Date: Thu, 13 Jul 2000 19:27:55 -0400
From: Olivier Galibert <[EMAIL PROTECTED]>
On Fri, Jul 14, 2000 at 01:07:38AM +0200, Marcus Brinkmann wrote:
> On Thu, Jul 13, 2000 at 07:01:28PM -0400, Olivier Galibert wrote:
> > Currently the on-disk structures for translators in ext2 allow for an
> > inode to be both a passive translator and a file (or directory) with
> > actual contents. AFAICT, this capability is not used anywhere for
> > now. I'm not even sure it is accessible from the filesystem
> > interface.
>
> The underlying node is accessible to the translator, and this can and will
> be used for example for filter (or for example for activity logging etc).
But only the translator has access to it? That's yucky. This means
that things can be hidden behind a translator and the only way for
both yourself and the sysadmin to know what's there is to remove it?
That's why we have O_NOTRANS, i.e. you can do
fd = open (..., O_READ | O_NOTRANS);
and use the file descriptor to read from the actual file.
It's probably even too magic for the translator itself. This does not
work:
dd if=/dev/zero of=dummy bs=1024k count=8
mke2fs dummy
settrans -c dummy /hurd/ext2fs `pwd`/dummy
...because the translator will end up looping on itself.
Did you check that? If it really does that, I'd consider it a bug,
and I might try to fix it :-).
Anyway, I agree with Marcus that it's useful to have this feature, and
it's probably how Thomas designed it.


Prompt: Scan the entries for the word "points", and copy every line where it appears.

Excerpts from a figure dataset:
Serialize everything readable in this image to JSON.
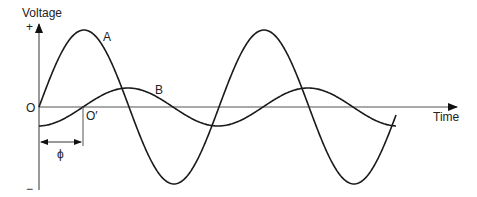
{
  "diagram": {
    "y_axis_label": "Voltage",
    "x_axis_label": "Time",
    "plus_sign": "+",
    "minus_sign": "−",
    "origin_label": "O",
    "shifted_origin_label": "O′",
    "phase_label": "ϕ",
    "curves": [
      {
        "name": "A",
        "label": "A",
        "amplitude": "large",
        "period_px": 180,
        "starts_at": "O"
      },
      {
        "name": "B",
        "label": "B",
        "amplitude": "small",
        "period_px": 180,
        "starts_at": "O′"
      }
    ],
    "colors": {
      "curve": "#1a1a1a",
      "axis": "#555555",
      "text": "#222222",
      "background": "#ffffff"
    }
  }
}
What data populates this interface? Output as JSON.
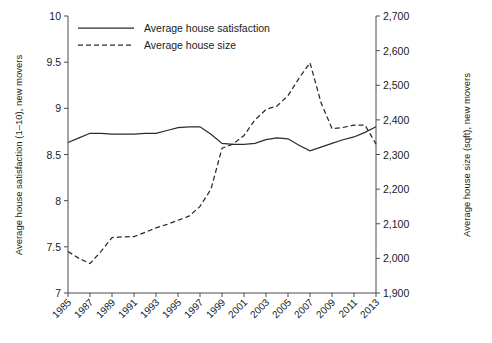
{
  "chart_data": {
    "type": "line",
    "title": "",
    "xlabel": "",
    "ylabel": "Average house satisfaction (1–10), new movers",
    "y2label": "Average house size (sqft), new movers",
    "grid": false,
    "legend_position": "top-left-inside",
    "xlim": [
      1985,
      2013
    ],
    "ylim": [
      7,
      10
    ],
    "y2lim": [
      1900,
      2700
    ],
    "xticks": [
      "1985",
      "1987",
      "1989",
      "1991",
      "1993",
      "1995",
      "1997",
      "1999",
      "2001",
      "2003",
      "2005",
      "2007",
      "2009",
      "2011",
      "2013"
    ],
    "xtick_values": [
      1985,
      1987,
      1989,
      1991,
      1993,
      1995,
      1997,
      1999,
      2001,
      2003,
      2005,
      2007,
      2009,
      2011,
      2013
    ],
    "yticks": [
      "7",
      "7.5",
      "8",
      "8.5",
      "9",
      "9.5",
      "10"
    ],
    "ytick_values": [
      7,
      7.5,
      8,
      8.5,
      9,
      9.5,
      10
    ],
    "y2ticks": [
      "1,900",
      "2,000",
      "2,100",
      "2,200",
      "2,300",
      "2,400",
      "2,500",
      "2,600",
      "2,700"
    ],
    "y2tick_values": [
      1900,
      2000,
      2100,
      2200,
      2300,
      2400,
      2500,
      2600,
      2700
    ],
    "x": [
      1985,
      1986,
      1987,
      1988,
      1989,
      1990,
      1991,
      1992,
      1993,
      1994,
      1995,
      1996,
      1997,
      1998,
      1999,
      2000,
      2001,
      2002,
      2003,
      2004,
      2005,
      2006,
      2007,
      2008,
      2009,
      2010,
      2011,
      2012,
      2013
    ],
    "series": [
      {
        "name": "Average house satisfaction",
        "style": "solid",
        "axis": "left",
        "color": "#2b2b2b",
        "values": [
          8.63,
          8.68,
          8.73,
          8.73,
          8.72,
          8.72,
          8.72,
          8.73,
          8.73,
          8.76,
          8.79,
          8.8,
          8.8,
          8.72,
          8.62,
          8.61,
          8.61,
          8.62,
          8.66,
          8.68,
          8.67,
          8.6,
          8.54,
          8.58,
          8.62,
          8.66,
          8.69,
          8.74,
          8.8
        ]
      },
      {
        "name": "Average house size",
        "style": "dashed",
        "axis": "right",
        "color": "#2b2b2b",
        "values": [
          2020,
          2000,
          1985,
          2020,
          2060,
          2062,
          2063,
          2075,
          2088,
          2098,
          2110,
          2122,
          2150,
          2200,
          2318,
          2330,
          2355,
          2400,
          2430,
          2440,
          2470,
          2520,
          2565,
          2450,
          2375,
          2378,
          2385,
          2385,
          2330
        ]
      }
    ],
    "legend": [
      "Average house satisfaction",
      "Average house size"
    ]
  }
}
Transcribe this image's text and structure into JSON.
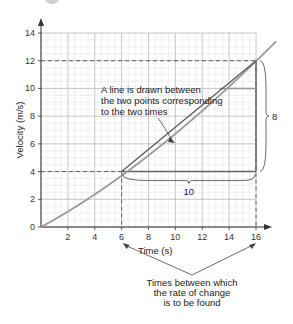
{
  "chart_data": {
    "type": "line",
    "title": "",
    "xlabel": "Time (s)",
    "ylabel": "Velocity (m/s)",
    "xlim": [
      0,
      16
    ],
    "ylim": [
      0,
      14
    ],
    "x_ticks": [
      2,
      4,
      6,
      8,
      10,
      12,
      14,
      16
    ],
    "y_ticks": [
      0,
      2,
      4,
      6,
      8,
      10,
      12,
      14
    ],
    "grid": true,
    "series": [
      {
        "name": "velocity curve",
        "x": [
          0,
          2,
          4,
          6,
          8,
          10,
          12,
          14,
          16,
          17.5
        ],
        "y": [
          0,
          1.2,
          2.5,
          4,
          5.6,
          7.4,
          9.3,
          11.5,
          12,
          13.4
        ]
      },
      {
        "name": "chord",
        "x": [
          6,
          16
        ],
        "y": [
          4,
          12
        ]
      }
    ],
    "annotations": {
      "chord_label": [
        "A line is drawn between",
        "the two points corresponding",
        "to the two times"
      ],
      "rise_label": "8",
      "run_label": "10",
      "times_label": [
        "Times between which",
        "the rate of change",
        "is to be found"
      ],
      "point_1": {
        "x": 6,
        "y": 4
      },
      "point_2": {
        "x": 16,
        "y": 12
      }
    },
    "colors": {
      "curve": "#999999",
      "chord": "#555555",
      "grid": "#cccccc",
      "axis": "#333333"
    }
  }
}
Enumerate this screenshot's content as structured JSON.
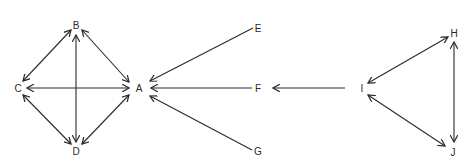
{
  "diagram": {
    "type": "directed-graph",
    "colors": {
      "stroke": "#2a2a2a",
      "background": "#ffffff"
    },
    "nodes": [
      {
        "id": "A",
        "label": "A",
        "x": 139,
        "y": 88
      },
      {
        "id": "B",
        "label": "B",
        "x": 76,
        "y": 25
      },
      {
        "id": "C",
        "label": "C",
        "x": 18,
        "y": 88
      },
      {
        "id": "D",
        "label": "D",
        "x": 76,
        "y": 151
      },
      {
        "id": "E",
        "label": "E",
        "x": 258,
        "y": 28
      },
      {
        "id": "F",
        "label": "F",
        "x": 258,
        "y": 89
      },
      {
        "id": "G",
        "label": "G",
        "x": 258,
        "y": 152
      },
      {
        "id": "H",
        "label": "H",
        "x": 454,
        "y": 34
      },
      {
        "id": "I",
        "label": "I",
        "x": 362,
        "y": 89
      },
      {
        "id": "J",
        "label": "J",
        "x": 453,
        "y": 152
      }
    ],
    "edges": [
      {
        "from": "B",
        "to": "C",
        "bidirectional": true
      },
      {
        "from": "B",
        "to": "A",
        "bidirectional": true
      },
      {
        "from": "B",
        "to": "D",
        "bidirectional": true
      },
      {
        "from": "C",
        "to": "A",
        "bidirectional": true
      },
      {
        "from": "C",
        "to": "D",
        "bidirectional": true
      },
      {
        "from": "D",
        "to": "A",
        "bidirectional": true
      },
      {
        "from": "E",
        "to": "A",
        "bidirectional": false
      },
      {
        "from": "F",
        "to": "A",
        "bidirectional": false
      },
      {
        "from": "G",
        "to": "A",
        "bidirectional": false
      },
      {
        "from": "I",
        "to": "F",
        "bidirectional": false
      },
      {
        "from": "I",
        "to": "H",
        "bidirectional": true
      },
      {
        "from": "I",
        "to": "J",
        "bidirectional": true
      },
      {
        "from": "H",
        "to": "J",
        "bidirectional": true
      }
    ]
  }
}
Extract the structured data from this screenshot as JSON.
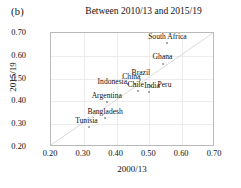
{
  "figure": {
    "panel_label": "(b)",
    "title": "Between 2010/13 and 2015/19"
  },
  "chart_data": {
    "type": "scatter",
    "title": "Between 2010/13 and 2015/19",
    "panel": "(b)",
    "xlabel": "2000/13",
    "ylabel": "2015/19",
    "xlim": [
      0.2,
      0.7
    ],
    "ylim": [
      0.2,
      0.7
    ],
    "xticks": [
      "0.20",
      "0.30",
      "0.40",
      "0.50",
      "0.60",
      "0.70"
    ],
    "yticks": [
      "0.20",
      "0.30",
      "0.40",
      "0.50",
      "0.60",
      "0.70"
    ],
    "xtick_values": [
      0.2,
      0.3,
      0.4,
      0.5,
      0.6,
      0.7
    ],
    "ytick_values": [
      0.2,
      0.3,
      0.4,
      0.5,
      0.6,
      0.7
    ],
    "grid": true,
    "legend": "none",
    "reference_line": {
      "name": "identity-line",
      "type": "diagonal",
      "equation": "y = x",
      "from": [
        0.2,
        0.2
      ],
      "to": [
        0.7,
        0.7
      ],
      "color": "#d0d0d0"
    },
    "marker_color": "#8e8e8e",
    "points": [
      {
        "label": "South Africa",
        "x": 0.555,
        "y": 0.655,
        "label_dx": 0,
        "label_dy": -0.028
      },
      {
        "label": "Ghana",
        "x": 0.54,
        "y": 0.565,
        "label_dx": 0,
        "label_dy": -0.028
      },
      {
        "label": "Brazil",
        "x": 0.47,
        "y": 0.495,
        "label_dx": 0.004,
        "label_dy": -0.028
      },
      {
        "label": "China",
        "x": 0.455,
        "y": 0.478,
        "label_dx": -0.01,
        "label_dy": -0.028
      },
      {
        "label": "Indonesia",
        "x": 0.435,
        "y": 0.475,
        "label_dx": -0.048,
        "label_dy": -0.012
      },
      {
        "label": "Chile",
        "x": 0.466,
        "y": 0.447,
        "label_dx": -0.008,
        "label_dy": -0.024
      },
      {
        "label": "Peru",
        "x": 0.506,
        "y": 0.466,
        "label_dx": 0.04,
        "label_dy": -0.008
      },
      {
        "label": "India",
        "x": 0.5,
        "y": 0.44,
        "label_dx": 0.008,
        "label_dy": -0.026
      },
      {
        "label": "Argentina",
        "x": 0.37,
        "y": 0.396,
        "label_dx": 0,
        "label_dy": -0.028
      },
      {
        "label": "Bangladesh",
        "x": 0.365,
        "y": 0.326,
        "label_dx": 0,
        "label_dy": -0.028
      },
      {
        "label": "Tunisia",
        "x": 0.316,
        "y": 0.286,
        "label_dx": -0.008,
        "label_dy": -0.028
      }
    ]
  }
}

Response:
        "the two points corresponding",
    "points": [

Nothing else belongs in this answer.